[268] Cf. methods of fishing of North American Indians, Jesuit Relations, vi, pp. 309-311, liv, pp. 131, 306-307.
[269] A species of fish in the Mediterranean, about three pulgadas [inches] long. Its color is silver, lightly specked with black.
[270] The fish now called lawlaw is the dry, salted sardine. The author evidently alludes to the tawilis of Batangas, or to the dilis, which is still smaller, and is used as a staple by the natives.—Rizal.
For information regarding the fishes of the Philippines, see Delgado (ut supra), book v, part iv, pp. 909-943; Gazetteer of the Philippine Islands (ut supra), pp. 171-172; and (with description of methods of fishing) Report of U. S. Philippine Commission, 1900, iii, pp. 319-324.
[271] Pahõ. A species of very small mango from one and one-half to five centimeters in its longer diameter. It has a soft pit, and exhales a strong pitchy odor.—Rizal.
[272] A Spanish word signifying a cryptogamous plant; perhaps referring to some species of mushroom.
[273] In Tagál this is kasubhã. It comes from the Sanskrit kasumbha, or Malay kasumba (Pardo de Tavera's El Sanscrito en la lengua tagalog).—Rizal.
This plant is the safflower or bastard saffron (Certhamus tinctorius); its flowers are used in making a red dye.
[274] Not a tree, but a climber. The plants are cultivated by training them about some canes planted in the middle of certain little channels which serve to convey irrigation to the plant twice each day. A plantation of betel—or ikmó, as the Tagáls call it—much resembles a German hop-garden.—Rizal.
[275] This fruit is not that of the betel or buyo, but of the bonga (Tagál buñga), or areca palm.—Rizal.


The task:
Report only how many lines of the entries below contain the string "item".

*** Records to process

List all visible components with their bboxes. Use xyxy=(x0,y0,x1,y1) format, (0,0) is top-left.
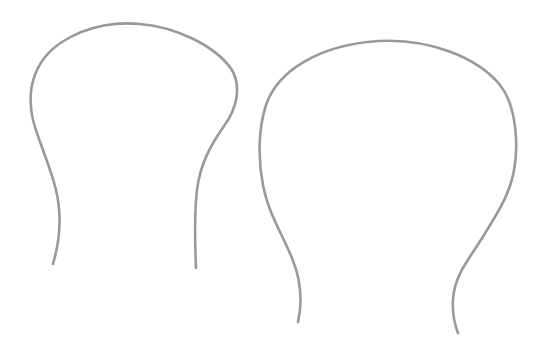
left-bell-outline xyxy=(31,23,237,268)
right-bell-outline xyxy=(260,41,517,333)
outline-drawing xyxy=(0,0,539,355)
drawing-canvas xyxy=(0,0,539,355)
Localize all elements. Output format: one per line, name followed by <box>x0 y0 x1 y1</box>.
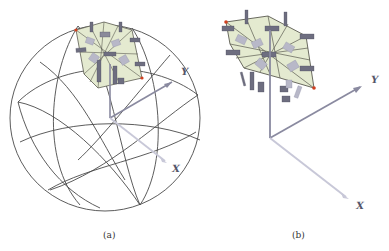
sphere-wireframe-diagram <box>0 0 215 251</box>
panel-caption-b: (b) <box>292 230 305 240</box>
panel-caption-a: (a) <box>103 230 115 240</box>
x-axis-label-b: X <box>355 200 365 211</box>
x-axis-label-a: X <box>171 163 181 174</box>
figure-panel-b: Y X (b) <box>200 0 389 251</box>
figure-panel-a: Y X (a) <box>0 0 215 251</box>
dome-panel-diagram <box>200 0 389 251</box>
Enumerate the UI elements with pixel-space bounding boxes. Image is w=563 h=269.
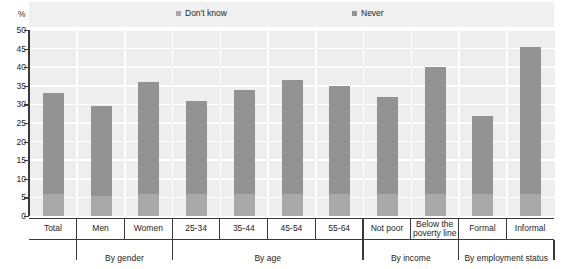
y-axis-tick-mark [24, 123, 29, 124]
category-separator [506, 218, 507, 240]
x-axis-category-label: 25-34 [172, 218, 220, 240]
square-swatch-icon [176, 11, 181, 16]
y-axis-tick-mark [24, 160, 29, 161]
category-separator [267, 218, 268, 240]
y-axis-tick-mark [24, 30, 29, 31]
bar [520, 47, 541, 216]
vertical-gridline [506, 30, 508, 216]
bar-segment-dont-know [43, 194, 64, 216]
y-axis-tick-mark [24, 142, 29, 143]
vertical-gridline [363, 30, 365, 216]
bar-segment-dont-know [520, 194, 541, 216]
category-separator [410, 218, 411, 240]
square-swatch-icon [352, 11, 357, 16]
bar-segment-never [186, 101, 207, 194]
bar [43, 93, 64, 216]
bar [186, 101, 207, 216]
bar-segment-never [282, 80, 303, 193]
category-separator [219, 218, 220, 240]
y-axis-tick-mark [24, 197, 29, 198]
legend-label-never: Never [361, 8, 384, 18]
vertical-gridline [220, 30, 222, 216]
category-separator [315, 218, 316, 240]
bar-segment-dont-know [472, 194, 493, 216]
x-axis-group-label: By age [172, 253, 363, 263]
chart-legend: Don't know Never [29, 2, 554, 27]
category-separator [458, 218, 459, 240]
bar-segment-never [138, 82, 159, 194]
x-axis-category-label: Not poor [363, 218, 411, 240]
x-axis-group-label: By income [363, 253, 458, 263]
bar [472, 116, 493, 216]
x-axis-category-label: 55-64 [315, 218, 363, 240]
vertical-gridline [267, 30, 269, 216]
bar [282, 80, 303, 216]
bar [329, 86, 350, 216]
category-separator [76, 218, 77, 240]
y-axis-tick-mark [24, 49, 29, 50]
plot-area [30, 30, 555, 216]
vertical-gridline [411, 30, 413, 216]
bar-segment-never [425, 67, 446, 193]
bar-segment-dont-know [234, 194, 255, 216]
horizontal-gridline [30, 48, 555, 50]
group-separator [458, 240, 459, 260]
bar-segment-dont-know [329, 194, 350, 216]
bar-segment-never [43, 93, 64, 193]
group-separator [172, 240, 173, 260]
legend-item-dont-know: Don't know [176, 8, 227, 18]
bar-segment-dont-know [91, 196, 112, 216]
bar-segment-dont-know [186, 194, 207, 216]
plot-area-wrapper: 05101520253035404550 [0, 27, 563, 218]
chart-container: % Don't know Never 05101520253035404550 … [0, 0, 563, 269]
x-axis-category-row: TotalMenWomen25-3435-4445-5455-64Not poo… [29, 218, 554, 240]
horizontal-gridline [30, 30, 555, 31]
bar-segment-never [91, 106, 112, 195]
vertical-gridline [458, 30, 460, 216]
group-separator [553, 240, 554, 260]
horizontal-gridline [30, 66, 555, 68]
vertical-gridline [76, 30, 78, 216]
y-axis-unit-label: % [18, 9, 26, 19]
bar [425, 67, 446, 216]
category-separator [124, 218, 125, 240]
bar-segment-never [520, 47, 541, 194]
x-axis-category-label: 45-54 [268, 218, 316, 240]
x-axis-category-label: Informal [506, 218, 554, 240]
bar [234, 90, 255, 216]
bar-segment-never [234, 90, 255, 194]
bar-segment-dont-know [282, 194, 303, 216]
bar [377, 97, 398, 216]
category-separator [362, 218, 363, 240]
x-axis-group-row: By genderBy ageBy incomeBy employment st… [29, 240, 554, 269]
bar [138, 82, 159, 216]
legend-label-dont-know: Don't know [185, 8, 227, 18]
bar [91, 106, 112, 216]
y-axis-tick-mark [24, 179, 29, 180]
y-axis-tick-mark [24, 216, 29, 217]
group-separator [362, 240, 363, 260]
legend-item-never: Never [352, 8, 384, 18]
group-separator [76, 240, 77, 260]
bar-segment-never [377, 97, 398, 194]
vertical-gridline [124, 30, 126, 216]
bar-segment-dont-know [138, 194, 159, 216]
vertical-gridline [172, 30, 174, 216]
y-axis-tick-mark [24, 67, 29, 68]
bar-segment-dont-know [377, 194, 398, 216]
y-axis-tick-mark [24, 86, 29, 87]
x-axis-category-label: Below the poverty line [411, 218, 459, 240]
bar-segment-never [472, 116, 493, 194]
x-axis-category-label: Total [29, 218, 77, 240]
bar-segment-never [329, 86, 350, 194]
x-axis-category-label: Men [77, 218, 125, 240]
y-axis-tick-mark [24, 104, 29, 105]
vertical-gridline [315, 30, 317, 216]
category-separator [172, 218, 173, 240]
bar-segment-dont-know [425, 194, 446, 216]
y-axis-tick-labels: 05101520253035404550 [0, 27, 26, 218]
x-axis-category-label: Women [124, 218, 172, 240]
x-axis-category-label: 35-44 [220, 218, 268, 240]
x-axis-group-label: By gender [77, 253, 172, 263]
x-axis-category-label: Formal [459, 218, 507, 240]
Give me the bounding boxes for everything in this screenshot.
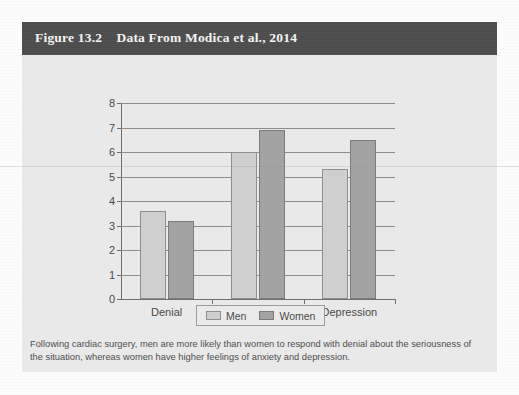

******

Task response:
2